The Delhi High Court sought the responses of the
city government and police on Thursday on a plea moved by an NGO, alleging that
its members were attacked while they were carrying out a raid to rescue child
labourers from industrial units.
The NGO, Bachpan Bachao Andolan (BBA), said a team
comprising its members, members of its partner NGO and government officials
were carrying out a rescue operation for child labourers when they were
brutally attacked by a mob, leading to injuries to many of them.
It said all the rescued children, except one, were
snatched by the mob allegedly at the behest of traffickers.
A bench of Chief Justice Satish Chandra Sharma and
Justice Subramonium Prasad issued a notice on the application and asked the
authorities concerned to respond to it within four weeks.
The court has listed the matter for further hearing
on August 4.
The high court, which had earlier directed that
minors found working in industrial units be rescued and rehabilitated, had
observed that children who ought to have been studying in schools were forced
to work at these unhygienic and inhabitable places where accidents were waiting
to happen.
The court was hearing an application filed by the
NGO, seeking directions to the authorities for immediate action in the matter,
including placing the alleged offenders under arrest and tracing out the 20-25
children forcibly snatched away from the rescue team by the mob.
The NGO's application, filed through advocate
Prabhsahay Kaur, has also sought directions to the authorities to plan a
large-scale operation in the Agar Nagar and Mubarakpur dhaba areas of Delhi
with an adequate police force and rescue the child labourers working there.
The plea was filed by the NGO in the aftermath of a
fire tragedy that killed more than 40 people, including several minors, at a
factory in the Anaj Mandi area here in December 2019.
The NGO has also sought a direction to the
authorities to inquire into the angle of trafficking and child labour.
In its fresh application, the NGO has said the
children were found cramped in small, unventilated places, they were dehydrated
and malnourished and were carrying out cutting work with blades, scissors and
machines for sewing purses and belts.
"The worst part of the attack has been on a
female member ... representative of the petitioner's partner NGO, Bal Vikas
Dhara, who was sexually assaulted and molested. The unruly mob consisting of
men gave calls to tear her clothes and parade her. It tore off her clothes as well
as injured her. She tried to escape by hiding in a nearby shop, but was dragged
out. In addition, a civil defence volunteer was also injured," the plea
said.
It added that the members of the raiding team
somehow managed to save their lives.
The court was informed in March that more than 200
children working as labourers here were rescued by the government since January
and further raids were underway.
The high court, in its January 11 order, said it was
"extremely disturbing" that the government was taking a lackadaisical
approach and showing insensitivity in the case of the fire incident that
resulted in the deaths of 45 people, including 12 children aged between 12 and
18 years.
The Delhi Police, in its status report dated January
10, had informed that of the 45 victims, nine were minors -- the youngest being
12 years old -- and six children had suffered injuries.

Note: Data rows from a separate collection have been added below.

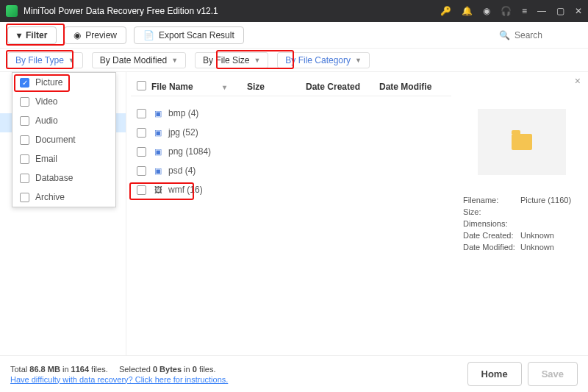  What do you see at coordinates (232, 60) in the screenshot?
I see `filter-by-size: By File Size▼` at bounding box center [232, 60].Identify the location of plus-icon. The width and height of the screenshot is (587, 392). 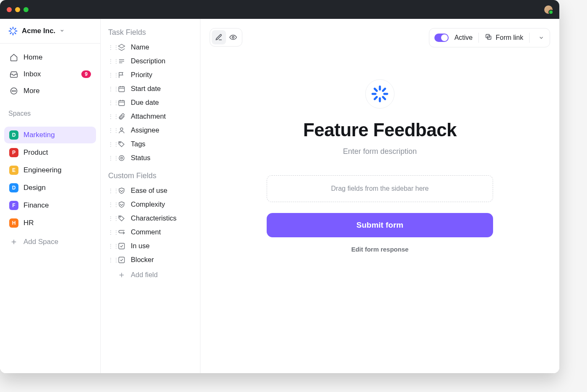
(14, 242).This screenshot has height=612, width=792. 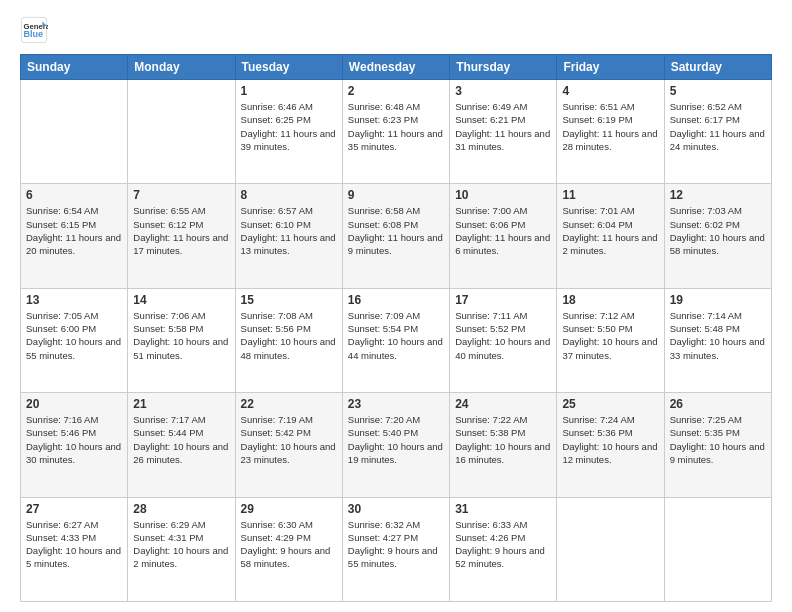 What do you see at coordinates (181, 230) in the screenshot?
I see `day-info: Sunrise: 6:55 AMSunset: 6:12 PMDaylight:…` at bounding box center [181, 230].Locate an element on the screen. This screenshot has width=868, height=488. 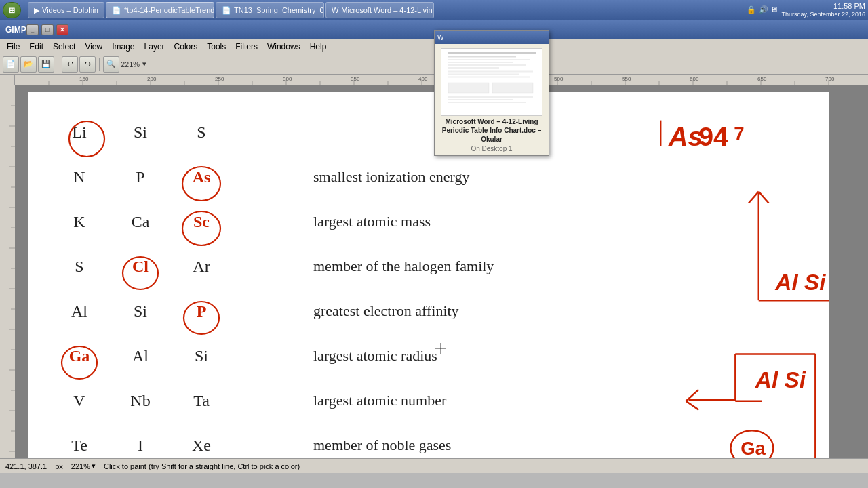
taskbar-app-periodic: 📄 *tp4-14-PeriodicTableTrendsWk... is located at coordinates (160, 10).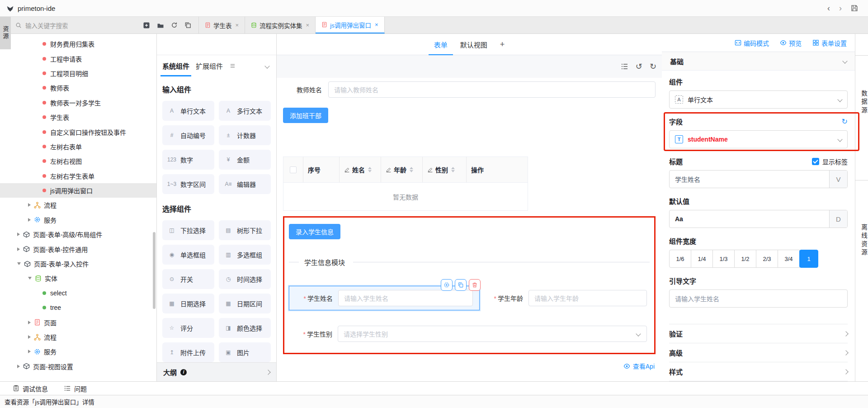  What do you see at coordinates (245, 160) in the screenshot?
I see `palette-item: ¥金额` at bounding box center [245, 160].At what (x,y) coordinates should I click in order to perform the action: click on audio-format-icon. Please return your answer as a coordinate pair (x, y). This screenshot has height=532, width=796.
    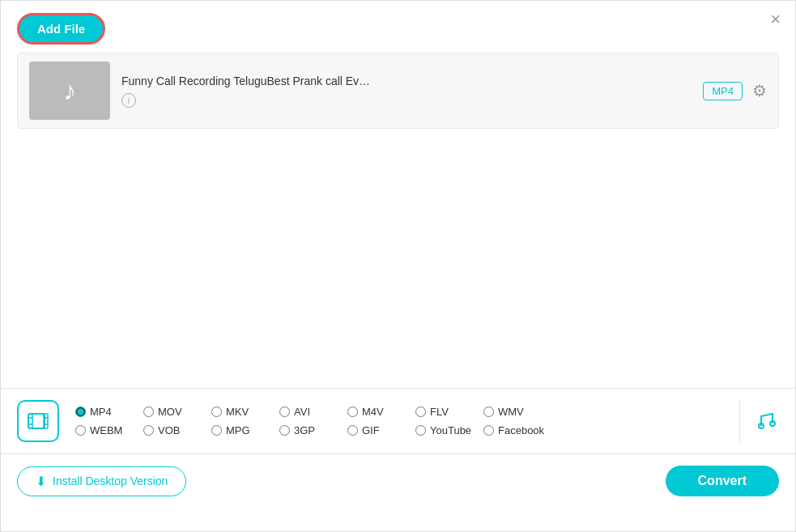
    Looking at the image, I should click on (766, 421).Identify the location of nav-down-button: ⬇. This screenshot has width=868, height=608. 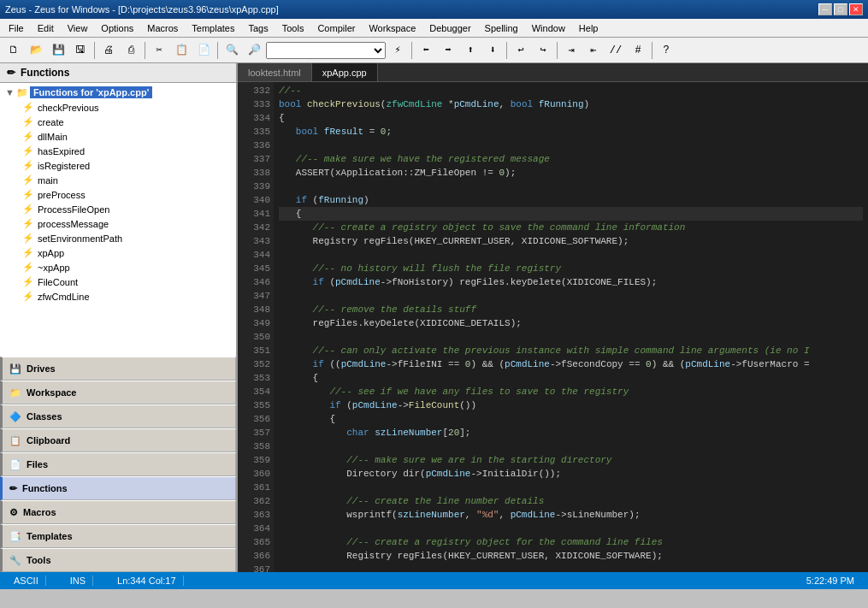
(493, 50).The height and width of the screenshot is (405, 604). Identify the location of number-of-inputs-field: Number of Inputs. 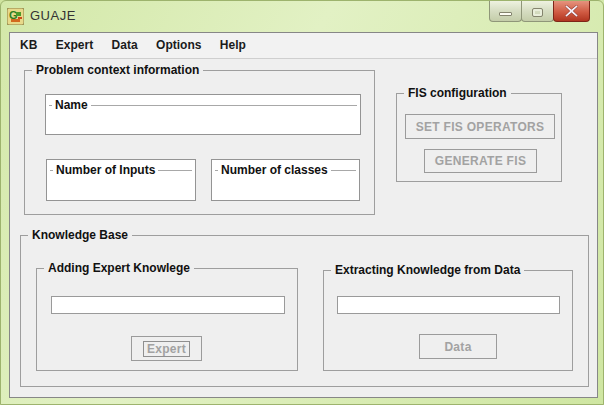
(121, 180).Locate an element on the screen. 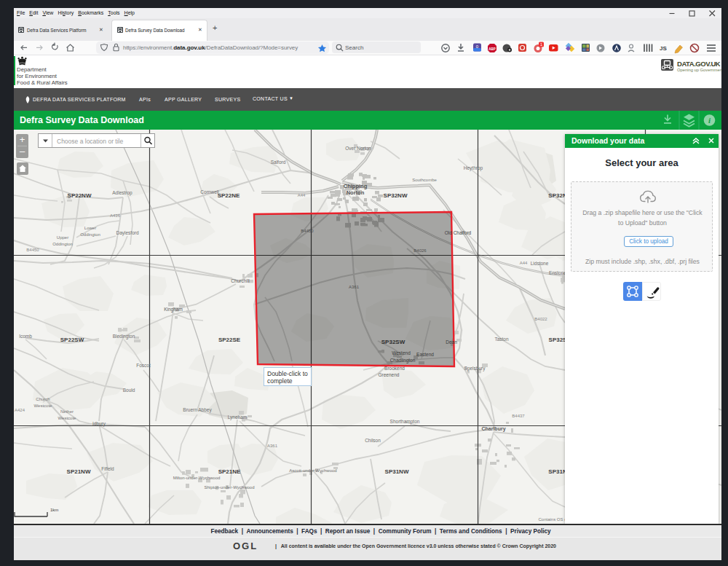 The image size is (728, 566). svg-text: Lower is located at coordinates (90, 228).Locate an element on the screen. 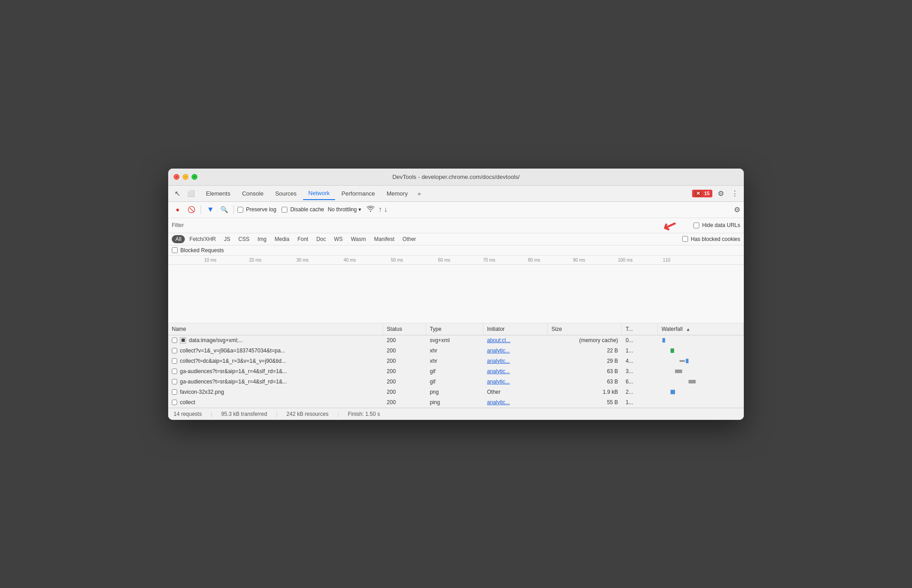 The width and height of the screenshot is (912, 588). filter-ws: WS is located at coordinates (338, 239).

The petitioner moved the court alleging that the
child labourers were employed at the factory where the fire broke out on
December 8, 2019.
It has also claimed in its plea that child labourers
are employed all over Delhi under the noses of the state authorities and sought
directions to the authorities to carry out a time-bound, comprehensive survey
of child and bonded labour in the national capital as also rescue operations in
the pending complaints regarding the employment of children.
The NGO has sought directions to the authorities
concerned to "rehabilitate, compensate and recover minimum wages of the
child labourers at the Anaj Mandi establishments" and seal the
establishments, units or factories where child labourers are found employed.